Wednesday, March 18, 2015

Banking on 'Watson' saves time for managers

MAR 14, 2015

BY AW CHENG WEI

IN THE depths of a DBS data centre, "Watson" goes about his job of remembering an estimated 800 reports of financial information that the bank produced for the year's quarter. Watson can ingest thousands of documents a day, at superhuman speed.

Watson is a cloud service that can understand human language and context, and deliver insights, saving bank relationship managers at least two hours of reading each day, says Mr Olivier Crespin, managing director and head of digital bank at DBS, who initiated the project last year.

Before this, bankers had to identify investment ideas from a wide body of financial reports.



On Monday, Manpower Minister Tan Chuan-Jin mentioned Watson in Parliament as an example of how automation is changing jobs at a faster pace than before.

While there has been a push for automating blue-collar jobs, technology is seeping into white-collar ones, reducing the reliance on brainpower. For the latter, the trend is towards deeper co-existence between man and machine as such jobs require discretion and judgment.

"You still need someone to input information or check the finished product," says Frost & Sullivan analyst Mark Koh. He added that in most industries, users make the final call after consulting the likes of Watson.

Globally, machines are moving into white-collar roles. Last year, news outlets such as the Associated Press and Los Angeles Times started using algorithms to write financial, disaster and sports articles.

Artificial intelligence is also used to scour legal documents for anomalies, draft contracts and collate data for lawyers.

In the region, oncologists at Bumrungrad International Hospital in Thailand began using Watson last year to devise treatment plans based on patient profiles, medical evidence and published research.

At home, the medical sector, too, appears to be taking the lead. Insight understands that a local cancer centre will begin to use big data in its research later this year. Oncologist Iain Tan, from the National Cancer Centre Singapore, says: "The accumulated knowledge from thousands of like patients becomes available as powerful support tools for doctors to choose the best treatment for each patient."

Currently, oncologists rely mostly on their previous experience in treating similar patients. At Tan Tock Seng Hospital, nurses upload pictures of wounds and sizes into a software called eWound Clinical Decision Support System.

Set up in 2013, it provides diagnosis and suggests treatment options. Previously, the nurses would wait for a specialist to decide on treatment.

Nurse manager Betty Khong says: "This process lowers the risk of wound infection or deterioration."

In education, to prepare the country's labour force for the growing emphasis on data analytics, the Infocomm Development Authority piloted a training course in data sciences last year with online course provider Coursera.

Mr Deepak Ravindran, partner and managing director of The Boston Consulting Group, says humans will need to become more skilled and educated in order to use, programme and co-exist with machines: "Though machines can recognise pattern, there is huge effort required by humans to programme them."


EXERCISE REQUIREMENTS> Find the lines of data that contain the string "Kultur", then list them.

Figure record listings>
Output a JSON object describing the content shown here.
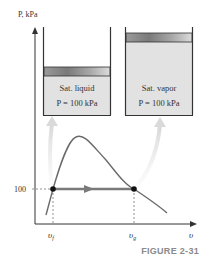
{
  "figure": {
    "caption": "FIGURE 2-31",
    "y_axis_label": "P, kPa",
    "x_axis_label": "υ",
    "tick_y": "100",
    "v_f_label": "υ",
    "v_f_sub": "f",
    "v_g_label": "υ",
    "v_g_sub": "g"
  },
  "cylinders": [
    {
      "title": "Sat. liquid",
      "pressure": "P = 100 kPa",
      "state": "liquid"
    },
    {
      "title": "Sat. vapor",
      "pressure": "P = 100 kPa",
      "state": "vapor"
    }
  ],
  "colors": {
    "fluid_fill": "#e2e2e2",
    "dome_line": "#6a6a6a",
    "process_line": "#7a7a7a",
    "arrow_light": "#dcdcdc",
    "caption": "#8a8a8a"
  }
}
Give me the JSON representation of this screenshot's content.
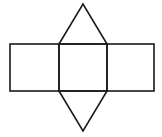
{
  "diagram": {
    "title": "",
    "stroke_color": "#1a1a1a",
    "background": "#ffffff",
    "shapes": [
      {
        "id": "rect-left",
        "type": "rectangle",
        "x": 10,
        "y": 44,
        "width": 49,
        "height": 47
      },
      {
        "id": "rect-middle",
        "type": "rectangle",
        "x": 59,
        "y": 44,
        "width": 48,
        "height": 47
      },
      {
        "id": "rect-right",
        "type": "rectangle",
        "x": 107,
        "y": 44,
        "width": 47,
        "height": 47
      },
      {
        "id": "triangle-top",
        "type": "triangle",
        "points": [
          [
            59,
            44
          ],
          [
            83,
            4
          ],
          [
            107,
            44
          ]
        ]
      },
      {
        "id": "triangle-bottom",
        "type": "triangle",
        "points": [
          [
            59,
            91
          ],
          [
            83,
            131
          ],
          [
            107,
            91
          ]
        ]
      }
    ]
  }
}
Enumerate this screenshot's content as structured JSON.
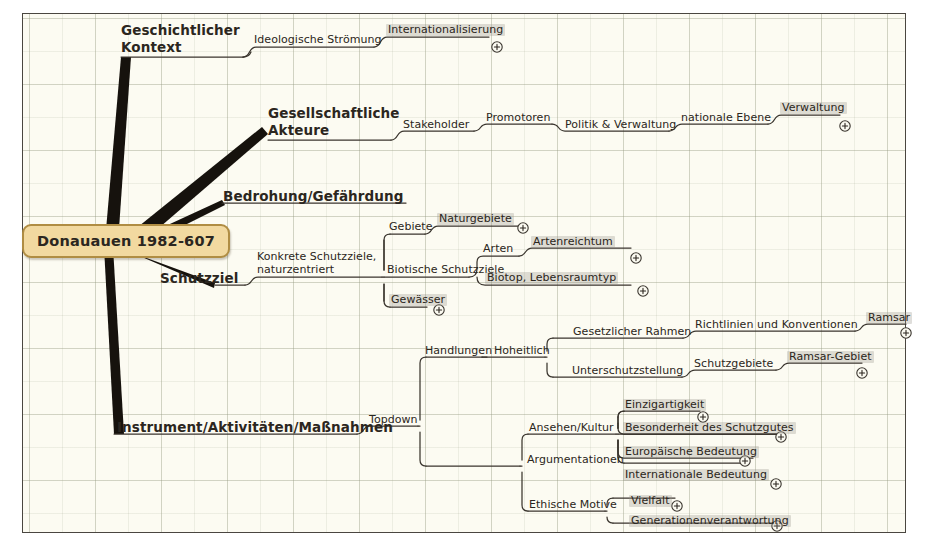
{
  "canvas": {
    "background": "#fcfbf2",
    "border_color": "#4a4640",
    "grid": "true"
  },
  "root": {
    "label": "Donauauen 1982-607",
    "fill": "#f2d9a0",
    "border": "#b08d43",
    "text": "#2b2620"
  },
  "icons": {
    "expand": "plus-circle-icon"
  },
  "branches": [
    {
      "id": "geschichtlicher-kontext",
      "label": "Geschichtlicher\nKontext",
      "line1": "Geschichtlicher",
      "line2": "Kontext",
      "children": [
        {
          "label": "Ideologische Strömung",
          "type": "mid"
        },
        {
          "label": "Internationalisierung",
          "type": "leaf",
          "expandable": "true"
        }
      ]
    },
    {
      "id": "gesellschaftliche-akteure",
      "label": "Gesellschaftliche\nAkteure",
      "line1": "Gesellschaftliche",
      "line2": "Akteure",
      "children": [
        {
          "label": "Stakeholder",
          "type": "mid"
        },
        {
          "label": "Promotoren",
          "type": "mid"
        },
        {
          "label": "Politik & Verwaltung",
          "type": "mid"
        },
        {
          "label": "nationale Ebene",
          "type": "mid"
        },
        {
          "label": "Verwaltung",
          "type": "leaf",
          "expandable": "true"
        }
      ]
    },
    {
      "id": "bedrohung-gefaehrdung",
      "label": "Bedrohung/Gefährdung",
      "line1": "Bedrohung/Gefährdung",
      "line2": "",
      "children": []
    },
    {
      "id": "schutzziel",
      "label": "Schutzziel",
      "line1": "Schutzziel",
      "line2": "",
      "children": [
        {
          "label": "Konkrete Schutzziele,\nnaturzentriert",
          "type": "mid"
        },
        {
          "label": "Gebiete",
          "type": "mid"
        },
        {
          "label": "Naturgebiete",
          "type": "leaf",
          "expandable": "true"
        },
        {
          "label": "Biotische Schutzziele",
          "type": "mid"
        },
        {
          "label": "Arten",
          "type": "mid"
        },
        {
          "label": "Artenreichtum",
          "type": "leaf",
          "expandable": "true"
        },
        {
          "label": "Biotop, Lebensraumtyp",
          "type": "leaf",
          "expandable": "true"
        },
        {
          "label": "Gewässer",
          "type": "leaf",
          "expandable": "true"
        }
      ]
    },
    {
      "id": "instrument-aktivitaeten-massnahmen",
      "label": "Instrument/Aktivitäten/Maßnahmen",
      "line1": "Instrument/Aktivitäten/Maßnahmen",
      "line2": "",
      "children": [
        {
          "label": "Topdown",
          "type": "mid"
        },
        {
          "label": "Handlungen",
          "type": "mid"
        },
        {
          "label": "Hoheitlich",
          "type": "mid"
        },
        {
          "label": "Gesetzlicher Rahmen",
          "type": "mid"
        },
        {
          "label": "Richtlinien und Konventionen",
          "type": "mid"
        },
        {
          "label": "Ramsar",
          "type": "leaf",
          "expandable": "true"
        },
        {
          "label": "Unterschutzstellung",
          "type": "mid"
        },
        {
          "label": "Schutzgebiete",
          "type": "mid"
        },
        {
          "label": "Ramsar-Gebiet",
          "type": "leaf",
          "expandable": "true"
        },
        {
          "label": "Argumentationen",
          "type": "mid"
        },
        {
          "label": "Ansehen/Kultur",
          "type": "mid"
        },
        {
          "label": "Einzigartigkeit",
          "type": "leaf",
          "expandable": "true"
        },
        {
          "label": "Besonderheit des Schutzgutes",
          "type": "leaf",
          "expandable": "true"
        },
        {
          "label": "Europäische Bedeutung",
          "type": "leaf",
          "expandable": "true"
        },
        {
          "label": "Internationale Bedeutung",
          "type": "leaf",
          "expandable": "true"
        },
        {
          "label": "Ethische Motive",
          "type": "mid"
        },
        {
          "label": "Vielfalt",
          "type": "leaf",
          "expandable": "true"
        },
        {
          "label": "Generationenverantwortung",
          "type": "leaf",
          "expandable": "true"
        }
      ]
    }
  ],
  "nodes": {
    "geschichtlicher_kontext_l1": "Geschichtlicher",
    "geschichtlicher_kontext_l2": "Kontext",
    "ideologische_stroemung": "Ideologische Strömung",
    "internationalisierung": "Internationalisierung",
    "gesellschaftliche_akteure_l1": "Gesellschaftliche",
    "gesellschaftliche_akteure_l2": "Akteure",
    "stakeholder": "Stakeholder",
    "promotoren": "Promotoren",
    "politik_verwaltung": "Politik & Verwaltung",
    "nationale_ebene": "nationale Ebene",
    "verwaltung": "Verwaltung",
    "bedrohung": "Bedrohung/Gefährdung",
    "schutzziel": "Schutzziel",
    "konkrete_l1": "Konkrete Schutzziele,",
    "konkrete_l2": "naturzentriert",
    "gebiete": "Gebiete",
    "naturgebiete": "Naturgebiete",
    "biotische_schutzziele": "Biotische Schutzziele",
    "arten": "Arten",
    "artenreichtum": "Artenreichtum",
    "biotop": "Biotop, Lebensraumtyp",
    "gewaesser": "Gewässer",
    "instrument": "Instrument/Aktivitäten/Maßnahmen",
    "topdown": "Topdown",
    "handlungen": "Handlungen",
    "hoheitlich": "Hoheitlich",
    "gesetzlicher_rahmen": "Gesetzlicher Rahmen",
    "richtlinien": "Richtlinien und Konventionen",
    "ramsar": "Ramsar",
    "unterschutzstellung": "Unterschutzstellung",
    "schutzgebiete": "Schutzgebiete",
    "ramsar_gebiet": "Ramsar-Gebiet",
    "argumentationen": "Argumentationen",
    "ansehen_kultur": "Ansehen/Kultur",
    "einzigartigkeit": "Einzigartigkeit",
    "besonderheit": "Besonderheit des Schutzgutes",
    "europaeische_bedeutung": "Europäische Bedeutung",
    "internationale_bedeutung": "Internationale Bedeutung",
    "ethische_motive": "Ethische Motive",
    "vielfalt": "Vielfalt",
    "generationenverantwortung": "Generationenverantwortung"
  }
}
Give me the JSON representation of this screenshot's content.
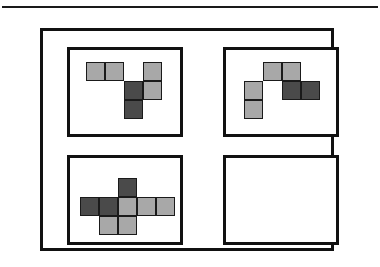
{
  "figure": {
    "top_rule": "horizontal-rule",
    "outer_frame": "outer-frame",
    "colors": {
      "light": "#a8a8a8",
      "dark": "#4a4a4a",
      "outline": "#1a1a1a",
      "frame": "#111111",
      "background": "#ffffff"
    },
    "cell_size": 19,
    "panels": [
      {
        "id": "panel-top-left",
        "position": "top-left",
        "empty": false,
        "origin": {
          "x": 16,
          "y": 12
        },
        "cells": [
          {
            "col": 0,
            "row": 0,
            "shade": "light"
          },
          {
            "col": 1,
            "row": 0,
            "shade": "light"
          },
          {
            "col": 3,
            "row": 0,
            "shade": "light"
          },
          {
            "col": 2,
            "row": 1,
            "shade": "dark"
          },
          {
            "col": 3,
            "row": 1,
            "shade": "light"
          },
          {
            "col": 2,
            "row": 2,
            "shade": "dark"
          }
        ]
      },
      {
        "id": "panel-top-right",
        "position": "top-right",
        "empty": false,
        "origin": {
          "x": 18,
          "y": 12
        },
        "cells": [
          {
            "col": 1,
            "row": 0,
            "shade": "light"
          },
          {
            "col": 2,
            "row": 0,
            "shade": "light"
          },
          {
            "col": 2,
            "row": 1,
            "shade": "dark"
          },
          {
            "col": 3,
            "row": 1,
            "shade": "dark"
          },
          {
            "col": 0,
            "row": 1,
            "shade": "light"
          },
          {
            "col": 0,
            "row": 2,
            "shade": "light"
          }
        ]
      },
      {
        "id": "panel-bottom-left",
        "position": "bottom-left",
        "empty": false,
        "origin": {
          "x": 10,
          "y": 20
        },
        "cells": [
          {
            "col": 2,
            "row": 0,
            "shade": "dark"
          },
          {
            "col": 0,
            "row": 1,
            "shade": "dark"
          },
          {
            "col": 1,
            "row": 1,
            "shade": "dark"
          },
          {
            "col": 2,
            "row": 1,
            "shade": "light"
          },
          {
            "col": 3,
            "row": 1,
            "shade": "light"
          },
          {
            "col": 4,
            "row": 1,
            "shade": "light"
          },
          {
            "col": 1,
            "row": 2,
            "shade": "light"
          },
          {
            "col": 2,
            "row": 2,
            "shade": "light"
          }
        ]
      },
      {
        "id": "panel-bottom-right",
        "position": "bottom-right",
        "empty": true,
        "origin": {
          "x": 0,
          "y": 0
        },
        "cells": []
      }
    ]
  }
}
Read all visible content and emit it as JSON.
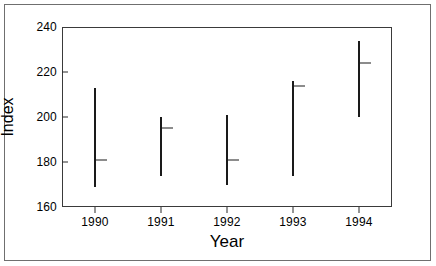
{
  "chart_data": {
    "type": "bar",
    "subtype": "range-with-median",
    "title": "",
    "xlabel": "Year",
    "ylabel": "Index",
    "categories": [
      "1990",
      "1991",
      "1992",
      "1993",
      "1994"
    ],
    "x": [
      1990,
      1991,
      1992,
      1993,
      1994
    ],
    "xlim": [
      1989.5,
      1994.5
    ],
    "ylim": [
      160,
      240
    ],
    "y_ticks": [
      160,
      180,
      200,
      220,
      240
    ],
    "y_tick_labels": [
      "160",
      "180",
      "200",
      "220",
      "240"
    ],
    "x_ticks": [
      1990,
      1991,
      1992,
      1993,
      1994
    ],
    "x_tick_labels": [
      "1990",
      "1991",
      "1992",
      "1993",
      "1994"
    ],
    "grid": false,
    "legend": null,
    "series": [
      {
        "name": "high",
        "values": [
          213,
          200,
          201,
          216,
          234
        ]
      },
      {
        "name": "low",
        "values": [
          169,
          174,
          170,
          174,
          200
        ]
      },
      {
        "name": "median",
        "values": [
          181,
          195,
          181,
          214,
          224
        ]
      }
    ],
    "points": [
      {
        "category": "1990",
        "low": 169,
        "median": 181,
        "high": 213
      },
      {
        "category": "1991",
        "low": 174,
        "median": 195,
        "high": 200
      },
      {
        "category": "1992",
        "low": 170,
        "median": 181,
        "high": 201
      },
      {
        "category": "1993",
        "low": 174,
        "median": 214,
        "high": 216
      },
      {
        "category": "1994",
        "low": 200,
        "median": 224,
        "high": 234
      }
    ],
    "colors": {
      "bar": "#1a1a1a",
      "axis": "#3a3a3a",
      "frame": "#6f6f6f",
      "text": "#000000",
      "background": "#ffffff"
    }
  },
  "figure": {
    "y_axis_title": "Index",
    "x_axis_title": "Year"
  }
}
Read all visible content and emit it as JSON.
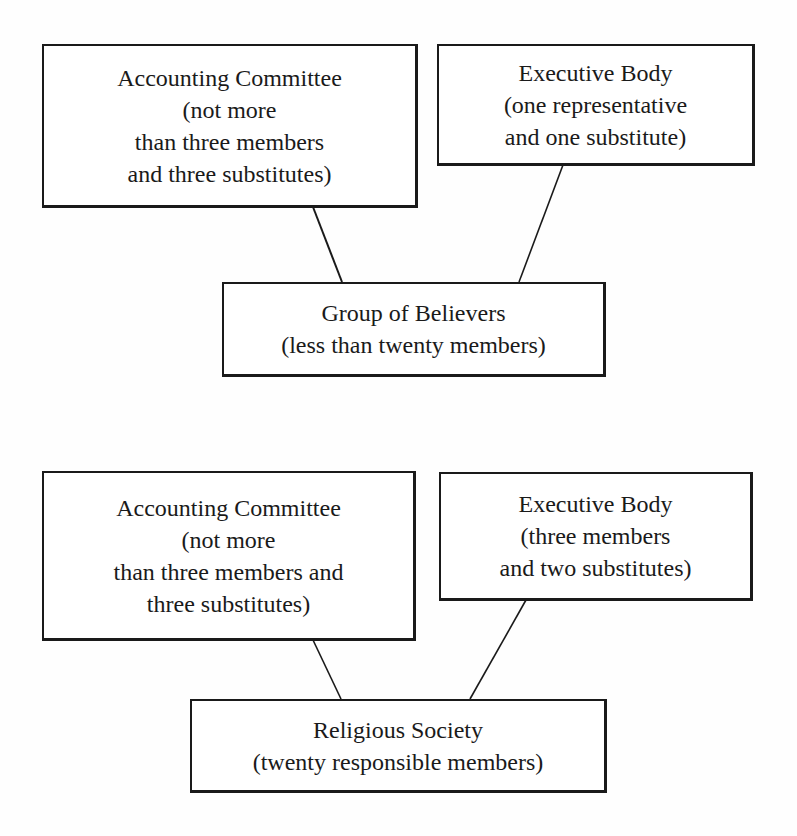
{
  "diagrams": [
    {
      "name": "Group of Believers structure",
      "nodes": {
        "accounting": {
          "title": "Accounting Committee",
          "lines": [
            "(not more",
            "than three members",
            "and three substitutes)"
          ]
        },
        "executive": {
          "title": "Executive Body",
          "lines": [
            "(one representative",
            "and one substitute)"
          ]
        },
        "root": {
          "title": "Group of Believers",
          "lines": [
            "(less than twenty members)"
          ]
        }
      },
      "edges": [
        {
          "from": "accounting",
          "to": "root"
        },
        {
          "from": "executive",
          "to": "root"
        }
      ]
    },
    {
      "name": "Religious Society structure",
      "nodes": {
        "accounting": {
          "title": "Accounting Committee",
          "lines": [
            "(not more",
            "than three members and",
            "three substitutes)"
          ]
        },
        "executive": {
          "title": "Executive Body",
          "lines": [
            "(three members",
            "and two substitutes)"
          ]
        },
        "root": {
          "title": "Religious Society",
          "lines": [
            "(twenty responsible members)"
          ]
        }
      },
      "edges": [
        {
          "from": "accounting",
          "to": "root"
        },
        {
          "from": "executive",
          "to": "root"
        }
      ]
    }
  ]
}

TASK OUTPUT>
          "label": "Ansehen/Kultur",
    "ansehen_kultur": "Ansehen/Kultur",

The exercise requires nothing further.